Over here, the school bus has an ARM, and when the arm extends, all of America stops.
I witnessed it on a morning walk. The yellow vehicle halted, lights flashing, and a small red blade swung out from its side bearing one word: STOP.
And EVERYTHING stopped. Both directions. A delivery truck. A sports car driven by a man who had been treating the speed limit as a rumor. A police cruiser — the LAW ITSELF — sat obediently behind the little arm.
For what? For one child with an enormous backpack to cross at the speed of a child with an enormous backpack.
He dropped a paper. He PICKED IT UP. He examined it briefly for damage. Two lanes of adult lives idled while a seven-year-old conducted a document review in the middle of the road.
No one honked. Hear me, America. NO ONE HONKED. I have seen your people honk at a red light for hesitating. I have seen you honk at each OTHER'S honking. And here, total silence, engines purring, a nation of the impatient waiting like stone guardians.
I asked my neighbor about it. He said passing a stopped school bus is one of the few things this country will not forgive.
"You can mess up a lot here," he said. "Not that."
You can mess up a lot here. Not that. Carve it on the courthouse, America — it is the most honest sentence in your legal system.
In Japan, we guard our children with crossing guards, flags, and song. You guard yours with a red blade that outranks police cars. Different schools. Same sword.
The bus folded its arm and rolled on. The sports car roared off to its debts. The boy never knew an army had held its breath for him.
That is the point. He should never know.
A man does not ask the bus to fold its arm. Nobody asks. Not even the law.
I stop walking now when the arm comes out. Pedestrians are not required to. I do not care. When a whole country goes quiet for one child, you stand still and you bear witness.
It is the best thing your roads do, America, and your roads do not even brag about it. Almost nothing else of yours is this humble. Protect it.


Task requirements →
Work out how many lines in the data that follows contain "landfills". Write nothing but the number.

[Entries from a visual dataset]
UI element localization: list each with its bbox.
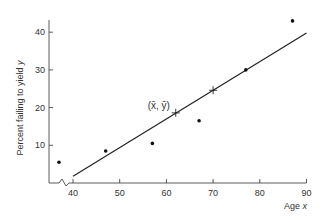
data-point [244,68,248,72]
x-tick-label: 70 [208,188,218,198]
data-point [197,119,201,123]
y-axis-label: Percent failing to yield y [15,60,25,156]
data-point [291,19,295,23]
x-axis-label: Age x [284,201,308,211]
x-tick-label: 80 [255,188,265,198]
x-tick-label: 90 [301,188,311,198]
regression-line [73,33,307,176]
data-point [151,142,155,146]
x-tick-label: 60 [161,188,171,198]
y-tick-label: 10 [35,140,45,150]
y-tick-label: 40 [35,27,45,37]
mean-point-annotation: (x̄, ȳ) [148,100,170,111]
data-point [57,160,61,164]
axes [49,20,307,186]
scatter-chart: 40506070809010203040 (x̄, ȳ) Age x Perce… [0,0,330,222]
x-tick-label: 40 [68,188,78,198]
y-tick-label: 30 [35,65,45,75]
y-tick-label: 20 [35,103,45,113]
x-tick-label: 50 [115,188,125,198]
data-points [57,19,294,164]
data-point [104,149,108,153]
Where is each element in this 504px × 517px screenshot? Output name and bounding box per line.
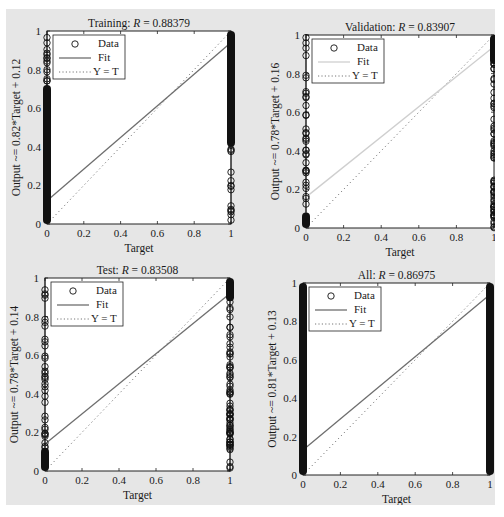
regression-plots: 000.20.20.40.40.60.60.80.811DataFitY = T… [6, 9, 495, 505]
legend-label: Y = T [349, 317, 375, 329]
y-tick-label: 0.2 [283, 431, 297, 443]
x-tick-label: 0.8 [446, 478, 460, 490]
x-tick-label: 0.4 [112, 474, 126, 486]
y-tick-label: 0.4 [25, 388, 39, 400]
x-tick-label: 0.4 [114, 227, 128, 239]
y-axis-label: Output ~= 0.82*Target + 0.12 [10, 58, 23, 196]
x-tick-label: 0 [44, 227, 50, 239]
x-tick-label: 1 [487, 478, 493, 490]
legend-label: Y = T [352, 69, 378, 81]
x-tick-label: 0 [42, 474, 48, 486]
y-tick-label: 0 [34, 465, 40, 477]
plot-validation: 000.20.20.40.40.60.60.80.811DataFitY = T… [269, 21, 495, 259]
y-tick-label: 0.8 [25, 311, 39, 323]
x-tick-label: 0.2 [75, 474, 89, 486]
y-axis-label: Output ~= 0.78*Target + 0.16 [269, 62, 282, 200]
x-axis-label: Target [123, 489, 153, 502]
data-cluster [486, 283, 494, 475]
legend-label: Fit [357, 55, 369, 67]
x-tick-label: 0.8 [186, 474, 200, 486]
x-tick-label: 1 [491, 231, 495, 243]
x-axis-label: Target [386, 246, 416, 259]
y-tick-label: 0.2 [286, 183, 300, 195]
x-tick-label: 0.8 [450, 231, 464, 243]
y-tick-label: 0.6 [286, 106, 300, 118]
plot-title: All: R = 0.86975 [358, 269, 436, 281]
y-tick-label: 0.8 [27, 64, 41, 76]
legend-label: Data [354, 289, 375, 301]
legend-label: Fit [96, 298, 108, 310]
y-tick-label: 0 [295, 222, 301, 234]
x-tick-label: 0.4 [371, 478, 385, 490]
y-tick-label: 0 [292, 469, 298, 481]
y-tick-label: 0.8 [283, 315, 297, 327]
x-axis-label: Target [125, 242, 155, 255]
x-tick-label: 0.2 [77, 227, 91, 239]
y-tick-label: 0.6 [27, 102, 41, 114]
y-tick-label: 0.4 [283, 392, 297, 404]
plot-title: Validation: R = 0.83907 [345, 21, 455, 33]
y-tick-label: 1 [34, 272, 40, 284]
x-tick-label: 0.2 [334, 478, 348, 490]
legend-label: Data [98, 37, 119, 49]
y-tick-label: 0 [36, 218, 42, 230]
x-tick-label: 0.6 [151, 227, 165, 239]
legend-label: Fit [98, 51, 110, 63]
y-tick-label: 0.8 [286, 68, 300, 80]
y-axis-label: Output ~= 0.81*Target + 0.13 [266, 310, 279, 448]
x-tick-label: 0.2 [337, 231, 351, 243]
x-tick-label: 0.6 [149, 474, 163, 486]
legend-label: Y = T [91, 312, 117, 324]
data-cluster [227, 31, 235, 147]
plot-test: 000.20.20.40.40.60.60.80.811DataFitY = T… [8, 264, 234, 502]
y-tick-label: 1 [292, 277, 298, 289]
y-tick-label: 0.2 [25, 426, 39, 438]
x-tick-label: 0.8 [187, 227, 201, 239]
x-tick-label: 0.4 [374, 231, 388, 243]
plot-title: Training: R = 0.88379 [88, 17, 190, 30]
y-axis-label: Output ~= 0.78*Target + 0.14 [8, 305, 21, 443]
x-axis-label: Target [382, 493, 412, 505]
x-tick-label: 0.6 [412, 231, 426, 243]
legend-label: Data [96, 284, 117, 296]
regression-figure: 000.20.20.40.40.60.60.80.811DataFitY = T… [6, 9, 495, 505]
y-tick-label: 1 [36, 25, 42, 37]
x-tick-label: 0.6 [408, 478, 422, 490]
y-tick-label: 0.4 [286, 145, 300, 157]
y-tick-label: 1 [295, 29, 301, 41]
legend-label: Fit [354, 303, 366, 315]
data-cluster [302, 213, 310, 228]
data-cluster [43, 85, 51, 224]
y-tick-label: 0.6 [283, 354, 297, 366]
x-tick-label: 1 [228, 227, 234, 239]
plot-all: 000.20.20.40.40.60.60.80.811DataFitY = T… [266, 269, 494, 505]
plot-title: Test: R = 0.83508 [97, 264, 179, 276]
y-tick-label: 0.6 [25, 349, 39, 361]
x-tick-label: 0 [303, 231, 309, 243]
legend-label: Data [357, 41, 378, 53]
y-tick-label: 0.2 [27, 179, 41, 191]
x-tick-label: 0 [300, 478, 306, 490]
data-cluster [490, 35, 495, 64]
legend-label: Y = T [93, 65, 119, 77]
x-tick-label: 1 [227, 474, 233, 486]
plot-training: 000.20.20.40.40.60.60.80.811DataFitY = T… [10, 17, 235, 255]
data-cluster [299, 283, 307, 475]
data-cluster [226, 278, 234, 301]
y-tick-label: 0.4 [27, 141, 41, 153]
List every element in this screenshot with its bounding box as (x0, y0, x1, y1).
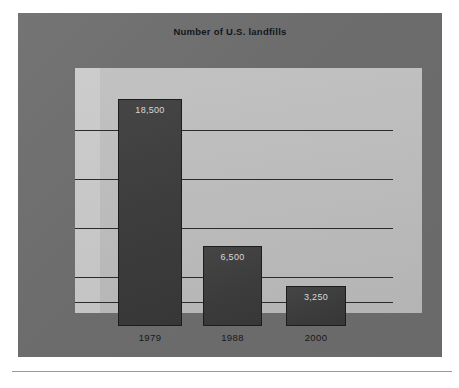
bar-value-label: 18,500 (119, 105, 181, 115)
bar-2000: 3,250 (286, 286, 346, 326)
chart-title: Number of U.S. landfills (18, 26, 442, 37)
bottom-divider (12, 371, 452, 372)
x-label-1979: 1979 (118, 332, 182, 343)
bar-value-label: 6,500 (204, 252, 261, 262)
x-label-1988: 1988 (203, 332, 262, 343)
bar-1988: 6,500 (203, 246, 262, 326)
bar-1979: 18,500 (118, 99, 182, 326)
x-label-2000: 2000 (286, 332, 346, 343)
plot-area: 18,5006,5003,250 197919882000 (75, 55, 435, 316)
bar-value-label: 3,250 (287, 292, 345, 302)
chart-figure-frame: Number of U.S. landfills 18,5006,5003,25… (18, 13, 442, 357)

Solution →
2